The Michigan Department of Environmental Quality (MDEQ) found that out the hard way. In 2016, the MDEQ was allowed to post exclusively on its own website its draft approval of a proposal that would allow Nestle Waters to pump more groundwater from public wells. The proposal attracted no public attention or comment, until a Grand Rapids reporter wrote a story about it—41 days into the 45-day public comment period.

Within three days, the MDEQ received thousands of comments, forcing the agency to extend the public comment period and schedule public hearings. Eventually, the proposal received more than 80,000 comments, and the agency’s director publicly admitted they made a mistake in limiting the notice to their website.

“People don’t understand what public notice is supposed to do,” says Steve Key, executive director of the Hoosier State Press Association. “It’s not just making information public. It’s actually putting the notice in the hands of the people.”
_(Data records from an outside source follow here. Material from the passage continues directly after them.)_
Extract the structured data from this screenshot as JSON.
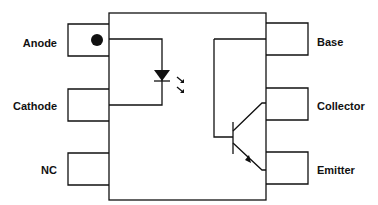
{
  "diagram": {
    "type": "optocoupler-pinout",
    "left_pins": [
      {
        "label": "Anode"
      },
      {
        "label": "Cathode"
      },
      {
        "label": "NC"
      }
    ],
    "right_pins": [
      {
        "label": "Base"
      },
      {
        "label": "Collector"
      },
      {
        "label": "Emitter"
      }
    ],
    "pin1_marker": "dot",
    "internal_components": [
      "LED",
      "NPN phototransistor"
    ],
    "colors": {
      "line": "#111111",
      "background": "#ffffff"
    }
  }
}
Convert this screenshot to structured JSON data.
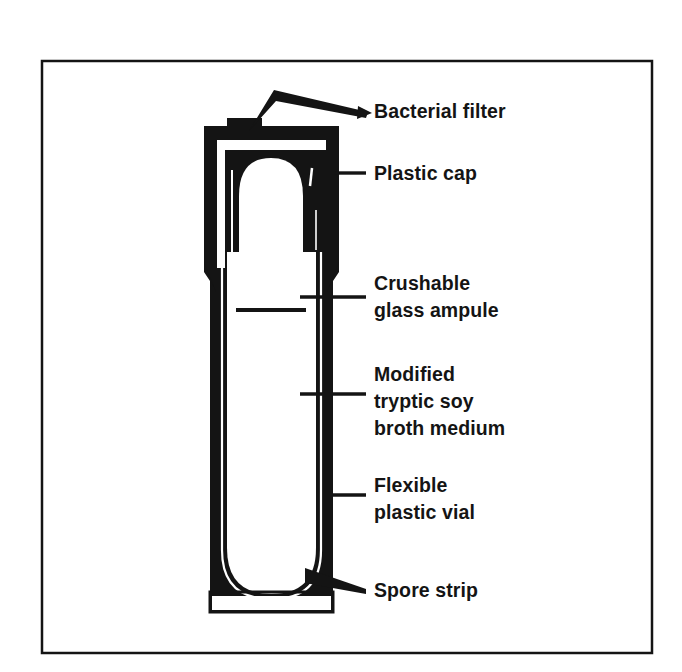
{
  "figure": {
    "background_color": "#ffffff",
    "ink_color": "#141414",
    "frame": {
      "name": "figure-border",
      "x": 42,
      "y": 61,
      "width": 610,
      "height": 592,
      "stroke_width": 2.5
    }
  },
  "callouts": [
    {
      "id": "bacterial-filter",
      "label": "Bacterial filter",
      "lines": [
        "Bacterial filter"
      ],
      "text_x": 374,
      "text_y": 118,
      "leader": "wedge-from-cap-notch-with-arrow"
    },
    {
      "id": "plastic-cap",
      "label": "Plastic cap",
      "lines": [
        "Plastic cap"
      ],
      "text_x": 374,
      "text_y": 180,
      "leader": "horizontal-tick"
    },
    {
      "id": "crushable-glass-ampule",
      "label": "Crushable glass ampule",
      "lines": [
        "Crushable",
        "glass ampule"
      ],
      "text_x": 374,
      "text_y": 290,
      "leader": "horizontal-tick"
    },
    {
      "id": "modified-tryptic-soy-broth-medium",
      "label": "Modified tryptic soy broth medium",
      "lines": [
        "Modified",
        "tryptic soy",
        "broth medium"
      ],
      "text_x": 374,
      "text_y": 381,
      "leader": "horizontal-tick"
    },
    {
      "id": "flexible-plastic-vial",
      "label": "Flexible plastic vial",
      "lines": [
        "Flexible",
        "plastic vial"
      ],
      "text_x": 374,
      "text_y": 492,
      "leader": "horizontal-tick"
    },
    {
      "id": "spore-strip",
      "label": "Spore strip",
      "lines": [
        "Spore strip"
      ],
      "text_x": 374,
      "text_y": 597,
      "leader": "wedge-from-vial-wall"
    }
  ],
  "device_parts": [
    {
      "id": "cap-body",
      "name": "Plastic cap body",
      "fill": "#141414"
    },
    {
      "id": "cap-notch",
      "name": "Bacterial filter vent notch",
      "fill": "#141414"
    },
    {
      "id": "vial-wall",
      "name": "Flexible plastic vial wall",
      "fill": "#141414"
    },
    {
      "id": "ampule",
      "name": "Crushable glass ampule",
      "fill": "#ffffff"
    },
    {
      "id": "broth-medium",
      "name": "Modified tryptic soy broth medium",
      "fill": "#ffffff"
    },
    {
      "id": "spore-strip-band",
      "name": "Spore strip",
      "fill": "#ffffff"
    }
  ]
}
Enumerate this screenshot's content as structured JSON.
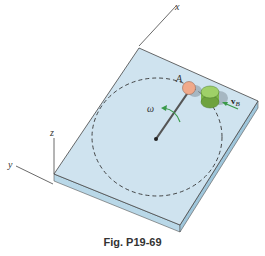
{
  "figure": {
    "caption": "Fig. P19-69",
    "axes": {
      "x_label": "x",
      "y_label": "y",
      "z_label": "z"
    },
    "labels": {
      "point_a": "A",
      "omega": "ω",
      "vb_main": "v",
      "vb_sub": "B"
    },
    "colors": {
      "plate_top": "#cfe3ef",
      "plate_side": "#a9cde0",
      "ball_a": "#f0a98a",
      "cylinder_b": "#8fc45a",
      "arrow": "#3a9a4a",
      "dashed_path": "#333333"
    }
  }
}
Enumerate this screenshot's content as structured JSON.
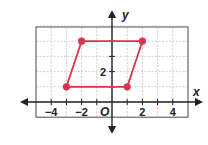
{
  "chart_data": {
    "type": "scatter",
    "title": "",
    "xlabel": "x",
    "ylabel": "y",
    "xlim": [
      -5,
      5
    ],
    "ylim": [
      -1,
      5
    ],
    "grid": true,
    "x_ticks": [
      -4,
      -2,
      2,
      4
    ],
    "x_tick_labels": [
      "−4",
      "−2",
      "2",
      "4"
    ],
    "y_ticks": [
      2
    ],
    "y_tick_labels": [
      "2"
    ],
    "origin_label": "O",
    "polygon": {
      "name": "parallelogram",
      "vertices": [
        [
          -3,
          1
        ],
        [
          1,
          1
        ],
        [
          2,
          4
        ],
        [
          -2,
          4
        ]
      ],
      "color": "#d9344f"
    }
  }
}
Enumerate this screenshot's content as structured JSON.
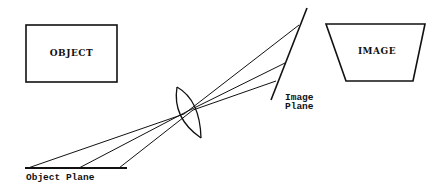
{
  "diagram": {
    "object_box": {
      "label": "OBJECT"
    },
    "image_box": {
      "label": "IMAGE"
    },
    "object_plane": {
      "label": "Object Plane"
    },
    "image_plane": {
      "label_line1": "Image",
      "label_line2": "Plane"
    },
    "lens": {
      "name": "lens"
    },
    "rays": [
      {
        "from": "object-plane-left",
        "to": "image-plane-top"
      },
      {
        "from": "object-plane-middle",
        "to": "image-plane-middle"
      },
      {
        "from": "object-plane-right",
        "to": "image-plane-bottom"
      }
    ],
    "colors": {
      "stroke": "#111111",
      "background": "#ffffff"
    }
  }
}
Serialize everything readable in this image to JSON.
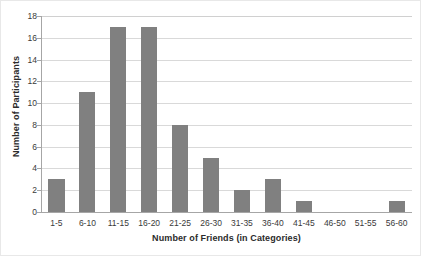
{
  "chart_data": {
    "type": "bar",
    "title": "",
    "subtitle": "",
    "xlabel": "Number of Friends (in Categories)",
    "ylabel": "Number of Participants",
    "categories": [
      "1-5",
      "6-10",
      "11-15",
      "16-20",
      "21-25",
      "26-30",
      "31-35",
      "36-40",
      "41-45",
      "46-50",
      "51-55",
      "56-60"
    ],
    "values": [
      3,
      11,
      17,
      17,
      8,
      5,
      2,
      3,
      1,
      0,
      0,
      1
    ],
    "ylim": [
      0,
      18
    ],
    "ytick_values": [
      0,
      2,
      4,
      6,
      8,
      10,
      12,
      14,
      16,
      18
    ],
    "ytick_labels": [
      "0",
      "2",
      "4",
      "6",
      "8",
      "10",
      "12",
      "14",
      "16",
      "18"
    ],
    "grid": true,
    "grid_axis": "y",
    "legend": false,
    "legend_position": "none",
    "bar_color": "#808080",
    "grid_color": "#d9d9d9",
    "axis_color": "#a6a6a6",
    "background_color": "#ffffff"
  }
}
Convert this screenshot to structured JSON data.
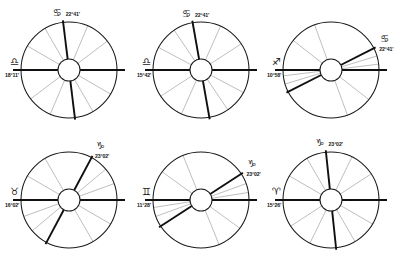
{
  "figure": {
    "title": "",
    "background_color": "#ffffff",
    "rows": 2,
    "columns": 3,
    "width": 398,
    "height": 260
  },
  "style": {
    "rim_color": "#1a1a1a",
    "hub_color": "#ffffff",
    "minor_cusp_color": "#9a9a9a",
    "major_cusp_color": "#101010",
    "text_color": "#161616"
  },
  "glyphs": {
    "aries": "♈",
    "taurus": "♉",
    "gemini": "♊",
    "cancer": "♋",
    "libra": "♎",
    "sagittarius": "♐",
    "capricorn": "♑"
  },
  "charts": [
    {
      "id": "chart-1",
      "position": "top-left",
      "mc": {
        "sign": "cancer",
        "glyph": "♋",
        "degree_label": "22°41'",
        "label_anchor": "top"
      },
      "asc": {
        "sign": "libra",
        "glyph": "♎",
        "degree_label": "18°11'",
        "label_anchor": "left"
      },
      "cusp_angles": [
        180,
        150,
        120,
        97,
        67,
        37,
        0,
        330,
        300,
        277,
        247,
        217
      ],
      "major_cusps": [
        180,
        0,
        97,
        277
      ],
      "house_system": "equal-like"
    },
    {
      "id": "chart-2",
      "position": "top-center",
      "mc": {
        "sign": "cancer",
        "glyph": "♋",
        "degree_label": "22°41'",
        "label_anchor": "top"
      },
      "asc": {
        "sign": "libra",
        "glyph": "♎",
        "degree_label": "15°42'",
        "label_anchor": "left"
      },
      "cusp_angles": [
        180,
        152,
        124,
        100,
        66,
        33,
        0,
        332,
        304,
        280,
        246,
        213
      ],
      "major_cusps": [
        180,
        0,
        100,
        280
      ],
      "house_system": "equal-like"
    },
    {
      "id": "chart-3",
      "position": "top-right",
      "mc": {
        "sign": "cancer",
        "glyph": "♋",
        "degree_label": "22°41'",
        "label_anchor": "upper-right"
      },
      "asc": {
        "sign": "sagittarius",
        "glyph": "♐",
        "degree_label": "10°58'",
        "label_anchor": "left"
      },
      "cusp_angles": [
        180,
        142,
        110,
        27,
        17,
        7,
        0,
        322,
        290,
        207,
        197,
        187
      ],
      "major_cusps": [
        180,
        0,
        27,
        207
      ],
      "house_system": "clustered"
    },
    {
      "id": "chart-4",
      "position": "bottom-left",
      "mc": {
        "sign": "capricorn",
        "glyph": "♑",
        "degree_label": "23°02'",
        "label_anchor": "upper-right"
      },
      "asc": {
        "sign": "taurus",
        "glyph": "♉",
        "degree_label": "16°02'",
        "label_anchor": "left"
      },
      "cusp_angles": [
        180,
        150,
        120,
        62,
        40,
        20,
        0,
        330,
        300,
        242,
        220,
        200
      ],
      "major_cusps": [
        180,
        0,
        62,
        242
      ],
      "house_system": "clustered"
    },
    {
      "id": "chart-5",
      "position": "bottom-center",
      "mc": {
        "sign": "capricorn",
        "glyph": "♑",
        "degree_label": "23°02'",
        "label_anchor": "upper-right"
      },
      "asc": {
        "sign": "gemini",
        "glyph": "♊",
        "degree_label": "11°28'",
        "label_anchor": "left"
      },
      "cusp_angles": [
        180,
        144,
        112,
        33,
        20,
        9,
        0,
        324,
        292,
        213,
        200,
        189
      ],
      "major_cusps": [
        180,
        0,
        33,
        213
      ],
      "house_system": "clustered"
    },
    {
      "id": "chart-6",
      "position": "bottom-right",
      "mc": {
        "sign": "capricorn",
        "glyph": "♑",
        "degree_label": "23°02'",
        "label_anchor": "top"
      },
      "asc": {
        "sign": "aries",
        "glyph": "♈",
        "degree_label": "15°26'",
        "label_anchor": "left"
      },
      "cusp_angles": [
        180,
        150,
        120,
        96,
        64,
        33,
        0,
        330,
        300,
        276,
        244,
        213
      ],
      "major_cusps": [
        180,
        0,
        96,
        276
      ],
      "house_system": "equal-like"
    }
  ],
  "chart_data": {
    "type": "scatter",
    "title": "",
    "subtitle": "",
    "xlabel": "",
    "ylabel": "",
    "series": [
      {
        "name": "chart-1",
        "mc_label": "♋ 22°41'",
        "asc_label": "♎ 18°11'",
        "values": [
          180,
          150,
          120,
          97,
          67,
          37,
          0,
          330,
          300,
          277,
          247,
          217
        ]
      },
      {
        "name": "chart-2",
        "mc_label": "♋ 22°41'",
        "asc_label": "♎ 15°42'",
        "values": [
          180,
          152,
          124,
          100,
          66,
          33,
          0,
          332,
          304,
          280,
          246,
          213
        ]
      },
      {
        "name": "chart-3",
        "mc_label": "♋ 22°41'",
        "asc_label": "♐ 10°58'",
        "values": [
          180,
          142,
          110,
          27,
          17,
          7,
          0,
          322,
          290,
          207,
          197,
          187
        ]
      },
      {
        "name": "chart-4",
        "mc_label": "♑ 23°02'",
        "asc_label": "♉ 16°02'",
        "values": [
          180,
          150,
          120,
          62,
          40,
          20,
          0,
          330,
          300,
          242,
          220,
          200
        ]
      },
      {
        "name": "chart-5",
        "mc_label": "♑ 23°02'",
        "asc_label": "♊ 11°28'",
        "values": [
          180,
          144,
          112,
          33,
          20,
          9,
          0,
          324,
          292,
          213,
          200,
          189
        ]
      },
      {
        "name": "chart-6",
        "mc_label": "♑ 23°02'",
        "asc_label": "♈ 15°26'",
        "values": [
          180,
          150,
          120,
          96,
          64,
          33,
          0,
          330,
          300,
          276,
          244,
          213
        ]
      }
    ],
    "legend_position": "none",
    "grid": false
  }
}
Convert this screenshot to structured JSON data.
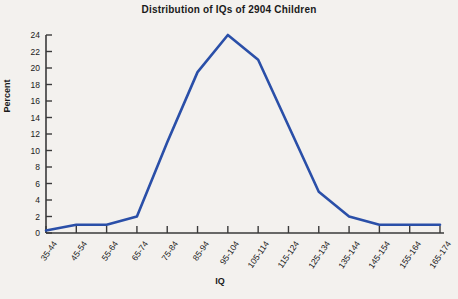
{
  "chart_data": {
    "type": "line",
    "title": "Distribution of IQs of 2904 Children",
    "xlabel": "IQ",
    "ylabel": "Percent",
    "categories": [
      "35-44",
      "45-54",
      "55-64",
      "65-74",
      "75-84",
      "85-94",
      "95-104",
      "105-114",
      "115-124",
      "125-134",
      "135-144",
      "145-154",
      "155-164",
      "165-174"
    ],
    "values": [
      0.3,
      1.0,
      1.0,
      2.0,
      11.0,
      19.5,
      24.0,
      21.0,
      13.0,
      5.0,
      2.0,
      1.0,
      1.0,
      1.0
    ],
    "ylim": [
      0,
      24
    ],
    "yticks": [
      0,
      2,
      4,
      6,
      8,
      10,
      12,
      14,
      16,
      18,
      20,
      22,
      24
    ],
    "grid": false,
    "legend": "none",
    "line_color": "#2a4fa8",
    "axis_color": "#3a3a3a",
    "background_color": "#f3f1ee"
  }
}
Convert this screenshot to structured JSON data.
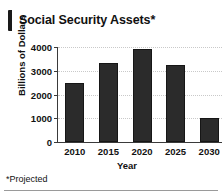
{
  "title": "Social Security Assets*",
  "footnote": "*Projected",
  "colors": {
    "bar": "#2b2b2b",
    "bar_edge": "#161616",
    "axis": "#3a3a3a",
    "grid": "#c9c9c9",
    "text": "#111111",
    "accent": "#1a1a1a",
    "background": "#ffffff"
  },
  "chart_data": {
    "type": "bar",
    "title": "Social Security Assets*",
    "xlabel": "Year",
    "ylabel": "Billions of Dollars",
    "categories": [
      "2010",
      "2015",
      "2020",
      "2025",
      "2030"
    ],
    "values": [
      2480,
      3330,
      3900,
      3230,
      1010
    ],
    "ylim": [
      0,
      4000
    ],
    "yticks": [
      0,
      1000,
      2000,
      3000,
      4000
    ],
    "ytick_labels": [
      "0",
      "1000",
      "2000",
      "3000",
      "4000"
    ],
    "grid": true,
    "legend": null,
    "note": "*Projected"
  }
}
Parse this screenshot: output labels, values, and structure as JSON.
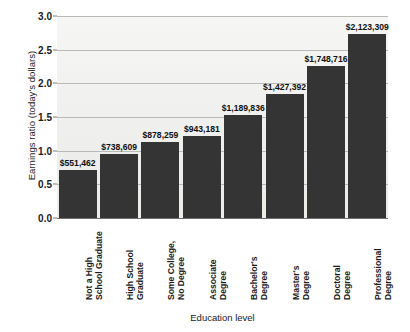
{
  "chart_data": {
    "type": "bar",
    "title": "",
    "xlabel": "Education level",
    "ylabel": "Earnings ratio (today's dollars)",
    "ylim": [
      0.0,
      3.0
    ],
    "grid": true,
    "legend": "none",
    "categories": [
      "Not a High School Graduate",
      "High School Graduate",
      "Some College, No Degree",
      "Associate Degree",
      "Bachelor's Degree",
      "Master's Degree",
      "Doctoral Degree",
      "Professional Degree"
    ],
    "category_lines": [
      [
        "Not a High",
        "School Graduate"
      ],
      [
        "High School",
        "Graduate"
      ],
      [
        "Some College,",
        "No Degree"
      ],
      [
        "Associate",
        "Degree"
      ],
      [
        "Bachelor's",
        "Degree"
      ],
      [
        "Master's",
        "Degree"
      ],
      [
        "Doctoral",
        "Degree"
      ],
      [
        "Professional",
        "Degree"
      ]
    ],
    "values": [
      0.71,
      0.95,
      1.13,
      1.22,
      1.53,
      1.84,
      2.26,
      2.74
    ],
    "data_labels": [
      "$551,462",
      "$738,609",
      "$878,259",
      "$943,181",
      "$1,189,836",
      "$1,427,392",
      "$1,748,716",
      "$2,123,309"
    ],
    "earnings": [
      551462,
      738609,
      878259,
      943181,
      1189836,
      1427392,
      1748716,
      2123309
    ],
    "yticks": [
      "0.0",
      "0.5",
      "1.0",
      "1.5",
      "2.0",
      "2.5",
      "3.0"
    ],
    "ytick_values": [
      0.0,
      0.5,
      1.0,
      1.5,
      2.0,
      2.5,
      3.0
    ],
    "colors": {
      "bar": "#343434",
      "plot_background": "#f2f2f0",
      "gridline": "#b9b9b7",
      "axis": "#6f6f6f",
      "text": "#1b1b1b",
      "page_background": "#ffffff"
    }
  }
}
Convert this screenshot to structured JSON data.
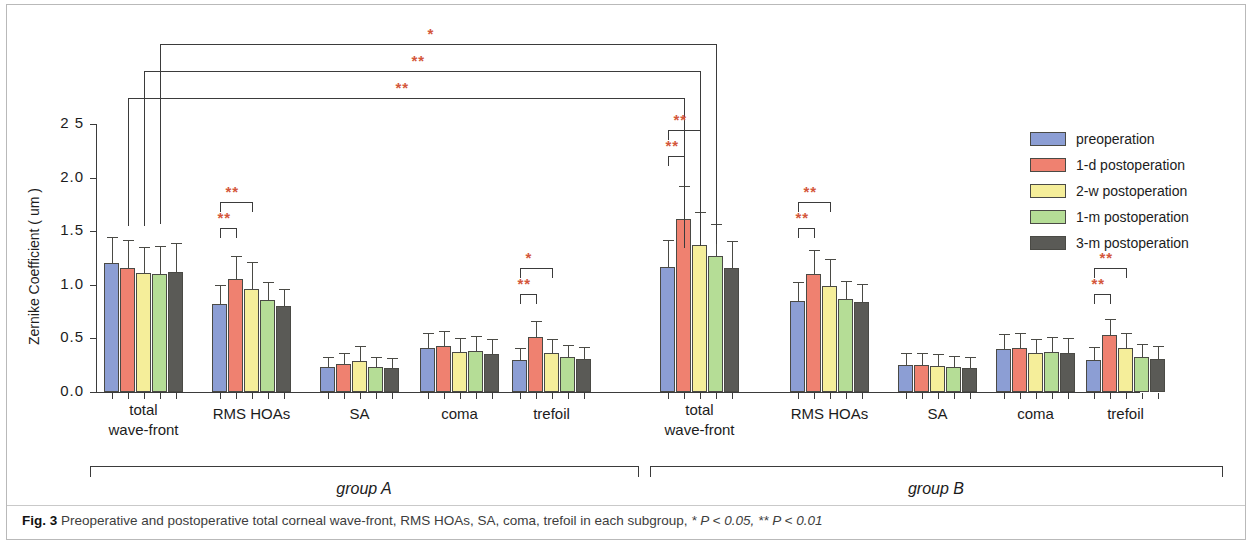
{
  "figure": {
    "label": "Fig. 3",
    "caption_text": " Preoperative and postoperative total corneal wave-front, RMS HOAs, SA, coma, trefoil in each subgroup, ",
    "caption_sig1": "* P < 0.05,",
    "caption_sig2": " ** P < 0.01"
  },
  "legend": {
    "items": [
      {
        "label": "preoperation",
        "color": "#8c9ed4"
      },
      {
        "label": "1-d postoperation",
        "color": "#ef8170"
      },
      {
        "label": "2-w postoperation",
        "color": "#f5ee9a"
      },
      {
        "label": "1-m postoperation",
        "color": "#b5dd96"
      },
      {
        "label": "3-m postoperation",
        "color": "#5a5a56"
      }
    ]
  },
  "groups": [
    {
      "name": "group A"
    },
    {
      "name": "group B"
    }
  ],
  "significance": {
    "one_star": "*",
    "two_star": "**"
  },
  "chart_data": {
    "type": "bar",
    "title": "",
    "xlabel": "",
    "ylabel": "Zernike Coefficient ( um )",
    "ylim": [
      0.0,
      2.5
    ],
    "ytick_labels": [
      "0.0",
      "0.5",
      "1.0",
      "1.5",
      "2.0",
      "2 5"
    ],
    "ytick_values": [
      0.0,
      0.5,
      1.0,
      1.5,
      2.0,
      2.5
    ],
    "grid": false,
    "legend_position": "right",
    "series_names": [
      "preoperation",
      "1-d postoperation",
      "2-w postoperation",
      "1-m postoperation",
      "3-m postoperation"
    ],
    "categories": [
      "total\nwave-front",
      "RMS HOAs",
      "SA",
      "coma",
      "trefoil",
      "total\nwave-front",
      "RMS HOAs",
      "SA",
      "coma",
      "trefoil"
    ],
    "group_of_category": [
      "group A",
      "group A",
      "group A",
      "group A",
      "group A",
      "group B",
      "group B",
      "group B",
      "group B",
      "group B"
    ],
    "clusters": [
      {
        "category": "total wave-front",
        "group": "group A",
        "values": [
          1.2,
          1.16,
          1.11,
          1.1,
          1.12
        ],
        "errors": [
          0.25,
          0.26,
          0.24,
          0.26,
          0.27
        ]
      },
      {
        "category": "RMS HOAs",
        "group": "group A",
        "values": [
          0.82,
          1.05,
          0.96,
          0.86,
          0.8
        ],
        "errors": [
          0.18,
          0.22,
          0.25,
          0.17,
          0.16
        ]
      },
      {
        "category": "SA",
        "group": "group A",
        "values": [
          0.23,
          0.26,
          0.29,
          0.23,
          0.22
        ],
        "errors": [
          0.1,
          0.1,
          0.14,
          0.1,
          0.1
        ]
      },
      {
        "category": "coma",
        "group": "group A",
        "values": [
          0.41,
          0.43,
          0.37,
          0.38,
          0.35
        ],
        "errors": [
          0.14,
          0.14,
          0.13,
          0.14,
          0.14
        ]
      },
      {
        "category": "trefoil",
        "group": "group A",
        "values": [
          0.3,
          0.51,
          0.36,
          0.33,
          0.31
        ],
        "errors": [
          0.11,
          0.15,
          0.13,
          0.11,
          0.11
        ]
      },
      {
        "category": "total wave-front",
        "group": "group B",
        "values": [
          1.17,
          1.61,
          1.37,
          1.27,
          1.16
        ],
        "errors": [
          0.25,
          0.31,
          0.31,
          0.3,
          0.25
        ]
      },
      {
        "category": "RMS HOAs",
        "group": "group B",
        "values": [
          0.85,
          1.1,
          0.99,
          0.87,
          0.84
        ],
        "errors": [
          0.18,
          0.22,
          0.25,
          0.17,
          0.17
        ]
      },
      {
        "category": "SA",
        "group": "group B",
        "values": [
          0.25,
          0.25,
          0.24,
          0.23,
          0.22
        ],
        "errors": [
          0.11,
          0.11,
          0.11,
          0.11,
          0.11
        ]
      },
      {
        "category": "coma",
        "group": "group B",
        "values": [
          0.4,
          0.41,
          0.36,
          0.37,
          0.36
        ],
        "errors": [
          0.14,
          0.14,
          0.13,
          0.14,
          0.14
        ]
      },
      {
        "category": "trefoil",
        "group": "group B",
        "values": [
          0.3,
          0.53,
          0.41,
          0.33,
          0.31
        ],
        "errors": [
          0.12,
          0.15,
          0.14,
          0.12,
          0.12
        ]
      }
    ],
    "annotations": [
      {
        "id": "interA-1",
        "mark": "*",
        "from": "A total wave-front 1-m",
        "to": "B total wave-front 1-m"
      },
      {
        "id": "interA-2",
        "mark": "**",
        "from": "A total wave-front 2-w",
        "to": "B total wave-front 2-w"
      },
      {
        "id": "interA-3",
        "mark": "**",
        "from": "A total wave-front 1-d",
        "to": "B total wave-front 1-d"
      },
      {
        "id": "A-rms-inner",
        "mark": "**",
        "from": "A RMS HOAs preop",
        "to": "A RMS HOAs 1-d"
      },
      {
        "id": "A-rms-outer",
        "mark": "**",
        "from": "A RMS HOAs preop",
        "to": "A RMS HOAs 2-w"
      },
      {
        "id": "A-tref-inner",
        "mark": "**",
        "from": "A trefoil preop",
        "to": "A trefoil 1-d"
      },
      {
        "id": "A-tref-outer",
        "mark": "*",
        "from": "A trefoil preop",
        "to": "A trefoil 2-w"
      },
      {
        "id": "B-twf-inner",
        "mark": "**",
        "from": "B total wave-front preop",
        "to": "B total wave-front 1-d"
      },
      {
        "id": "B-twf-outer",
        "mark": "**",
        "from": "B total wave-front preop",
        "to": "B total wave-front 2-w"
      },
      {
        "id": "B-rms-inner",
        "mark": "**",
        "from": "B RMS HOAs preop",
        "to": "B RMS HOAs 1-d"
      },
      {
        "id": "B-rms-outer",
        "mark": "**",
        "from": "B RMS HOAs preop",
        "to": "B RMS HOAs 2-w"
      },
      {
        "id": "B-tref-inner",
        "mark": "**",
        "from": "B trefoil preop",
        "to": "B trefoil 1-d"
      },
      {
        "id": "B-tref-outer",
        "mark": "**",
        "from": "B trefoil preop",
        "to": "B trefoil 2-w"
      }
    ]
  }
}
While newspapers may still be the best venue, they also have an obligation to make public notices as widely available as possible. More than a dozen states now require that newspapers also publish them on their websites or on state press association sites that aggregate notices. And some associations, like Missouri’s, are doing it without a legislative mandate. “It’s a way to answer critics, who say newspapers are still living in the buggy whip era,” says Maassen.

To date, every state still requires the bulk of public notices be published in newspapers, but that right may be taken away as state legislatures continue to chip away at it. …

If that were to happen on a wide scale, the public would ultimately suffer. “The loss would be transparency,” says Karpel. “People would know a lot less about what’s happening with their government if public notice were removed from newspapers.”